I lived in Steinhatchee Florida for several years before relocating to the Panhandle region. The town has its good and bad, like any other, but as the news has pointed out it has never before been hit by a major hurricane. Idalia has changed that.
Anyway, that got me to remembering the Storm of the Century, the storm that clobbered the area in the spring of 1993. I was there and remember the storm surge—including waking in the wee hours and finding ankle deep water in my place!. It got way deeper before things were over. I don't know how the surge compared with that of Idalia but it looks to have been comparable. Of course, this was a winter cyclone. The winds were heavy but not hurricane strength (much less Category 3). But it was a heck of a lot colder.
I borrowed some from that experience for scenes in my very first novel, the Young Adult title 'The Middle of Nowhere.' I also had to write a song about it. Not necessarily a 'true' personal account but one based on the event:
THE STORM OF THE CENTURY
March Twelfth, Nineteen Ninety-three,
That’s when the Storm of the Century
Came ravening from the wind-swept Gulf,
Howling like the hungry wolf.
When the Storm of the Century came calling,
When the Storm of the Century came calling.
The wind was throwing knives at the night,
And startled the clouds into sheepish flight;
I heard the black oaks together sigh
As they offered themselves to the sky.
In the dark, I prayed the storm would pass,
But the river was rising, the field was a glass
Where the moon played hide-and-seek with its twin,
While the endless ebon flood poured in.
And it was time to take higher ground,
But there’s not a lot to be found
In a Florida Gulf Coast town
When the Storm of the Century comes calling,
Oh, comes calling.
The river came knocking at my door,
The icy flow swept across the floor
To clutch at my ankles as I made my way
Into the gale, for I could not stay.
With two guitars and the clothes on my back,
I waded through the night with black
Water rushing around my knees;
The remorseless wind shouted symphonies.
And it was time to take higher ground,
But there’s not a lot to be found
In a Florida Gulf Coast town
When the Storm of the Century comes calling,
Oh, comes calling.
I saw a light, I climbed a stair,
Strangers gave me shelter there;
Some didn’t reach the dawn alive
But God agreed I should survive,
When the Storm of the Century came calling,
When the Storm of the Century came calling.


WORK TO COMPLETE: Transcribe each record exactly as it appears.
==== RECORDS FOR PROCESSING
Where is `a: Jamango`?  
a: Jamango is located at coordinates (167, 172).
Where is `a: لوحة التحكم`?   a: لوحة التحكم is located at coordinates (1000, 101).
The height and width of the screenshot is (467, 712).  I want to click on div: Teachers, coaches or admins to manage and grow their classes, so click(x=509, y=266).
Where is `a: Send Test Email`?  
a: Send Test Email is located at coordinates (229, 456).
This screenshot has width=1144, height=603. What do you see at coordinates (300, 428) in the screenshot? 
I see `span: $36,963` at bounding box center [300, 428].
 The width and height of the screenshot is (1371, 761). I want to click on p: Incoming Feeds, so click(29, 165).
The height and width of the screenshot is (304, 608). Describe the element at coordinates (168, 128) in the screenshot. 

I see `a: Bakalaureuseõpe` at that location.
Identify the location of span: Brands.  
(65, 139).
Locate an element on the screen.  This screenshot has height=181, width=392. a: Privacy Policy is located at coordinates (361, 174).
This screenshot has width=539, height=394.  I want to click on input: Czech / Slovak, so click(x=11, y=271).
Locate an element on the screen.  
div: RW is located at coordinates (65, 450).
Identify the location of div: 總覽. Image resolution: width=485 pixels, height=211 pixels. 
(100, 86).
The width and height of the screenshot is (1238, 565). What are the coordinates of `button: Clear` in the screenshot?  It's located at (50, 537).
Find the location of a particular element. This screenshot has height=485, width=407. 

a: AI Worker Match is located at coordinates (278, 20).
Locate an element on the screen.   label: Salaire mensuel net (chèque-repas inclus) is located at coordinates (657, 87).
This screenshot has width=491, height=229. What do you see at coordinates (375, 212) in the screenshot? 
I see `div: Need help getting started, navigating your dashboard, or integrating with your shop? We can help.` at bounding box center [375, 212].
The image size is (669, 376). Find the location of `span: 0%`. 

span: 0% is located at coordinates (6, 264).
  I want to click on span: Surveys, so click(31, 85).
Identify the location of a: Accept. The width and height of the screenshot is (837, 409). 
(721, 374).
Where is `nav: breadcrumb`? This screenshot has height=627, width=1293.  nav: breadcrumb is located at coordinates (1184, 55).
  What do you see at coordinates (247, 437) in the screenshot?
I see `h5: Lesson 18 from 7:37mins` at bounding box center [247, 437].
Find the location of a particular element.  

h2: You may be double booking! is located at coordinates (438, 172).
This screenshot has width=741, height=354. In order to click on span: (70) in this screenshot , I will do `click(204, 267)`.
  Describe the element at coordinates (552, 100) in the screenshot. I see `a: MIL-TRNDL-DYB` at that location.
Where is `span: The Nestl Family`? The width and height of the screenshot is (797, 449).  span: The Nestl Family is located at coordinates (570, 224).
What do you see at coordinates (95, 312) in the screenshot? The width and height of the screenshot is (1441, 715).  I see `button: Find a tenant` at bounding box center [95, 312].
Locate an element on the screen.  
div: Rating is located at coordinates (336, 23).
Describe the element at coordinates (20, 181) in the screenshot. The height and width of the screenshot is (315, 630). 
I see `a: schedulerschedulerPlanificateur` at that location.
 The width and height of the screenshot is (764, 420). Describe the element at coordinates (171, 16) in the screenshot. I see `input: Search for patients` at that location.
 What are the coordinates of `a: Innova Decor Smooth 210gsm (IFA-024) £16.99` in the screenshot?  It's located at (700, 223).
========
WRITTEN ANSWER:
Where is `a: Jamango`?  
a: Jamango is located at coordinates (167, 172).
Where is `a: لوحة التحكم`?   a: لوحة التحكم is located at coordinates (1000, 101).
The height and width of the screenshot is (467, 712).  I want to click on div: Teachers, coaches or admins to manage and grow their classes, so click(x=509, y=266).
Where is `a: Send Test Email`?  
a: Send Test Email is located at coordinates (229, 456).
This screenshot has width=1144, height=603. What do you see at coordinates (300, 428) in the screenshot? 
I see `span: $36,963` at bounding box center [300, 428].
 The width and height of the screenshot is (1371, 761). I want to click on p: Incoming Feeds, so click(29, 165).
The height and width of the screenshot is (304, 608). Describe the element at coordinates (168, 128) in the screenshot. 

I see `a: Bakalaureuseõpe` at that location.
Identify the location of span: Brands.  
(65, 139).
Locate an element on the screen.  This screenshot has height=181, width=392. a: Privacy Policy is located at coordinates (361, 174).
This screenshot has width=539, height=394.  I want to click on input: Czech / Slovak, so click(x=11, y=271).
Locate an element on the screen.  
div: RW is located at coordinates (65, 450).
Identify the location of div: 總覽. Image resolution: width=485 pixels, height=211 pixels. 
(100, 86).
The width and height of the screenshot is (1238, 565). What are the coordinates of `button: Clear` in the screenshot?  It's located at (50, 537).
Find the location of a particular element. This screenshot has height=485, width=407. 

a: AI Worker Match is located at coordinates (278, 20).
Locate an element on the screen.   label: Salaire mensuel net (chèque-repas inclus) is located at coordinates (657, 87).
This screenshot has width=491, height=229. What do you see at coordinates (375, 212) in the screenshot? 
I see `div: Need help getting started, navigating your dashboard, or integrating with your shop? We can help.` at bounding box center [375, 212].
The image size is (669, 376). Find the location of `span: 0%`. 

span: 0% is located at coordinates (6, 264).
  I want to click on span: Surveys, so click(31, 85).
Identify the location of a: Accept. The width and height of the screenshot is (837, 409). 
(721, 374).
Where is `nav: breadcrumb`? This screenshot has height=627, width=1293.  nav: breadcrumb is located at coordinates (1184, 55).
  What do you see at coordinates (247, 437) in the screenshot?
I see `h5: Lesson 18 from 7:37mins` at bounding box center [247, 437].
Find the location of a particular element.  

h2: You may be double booking! is located at coordinates (438, 172).
This screenshot has width=741, height=354. In order to click on span: (70) in this screenshot , I will do `click(204, 267)`.
  Describe the element at coordinates (552, 100) in the screenshot. I see `a: MIL-TRNDL-DYB` at that location.
Where is `span: The Nestl Family`? The width and height of the screenshot is (797, 449).  span: The Nestl Family is located at coordinates (570, 224).
What do you see at coordinates (95, 312) in the screenshot? The width and height of the screenshot is (1441, 715).  I see `button: Find a tenant` at bounding box center [95, 312].
Locate an element on the screen.  
div: Rating is located at coordinates (336, 23).
Describe the element at coordinates (20, 181) in the screenshot. The height and width of the screenshot is (315, 630). 
I see `a: schedulerschedulerPlanificateur` at that location.
 The width and height of the screenshot is (764, 420). Describe the element at coordinates (171, 16) in the screenshot. I see `input: Search for patients` at that location.
 What are the coordinates of `a: Innova Decor Smooth 210gsm (IFA-024) £16.99` in the screenshot?  It's located at (700, 223).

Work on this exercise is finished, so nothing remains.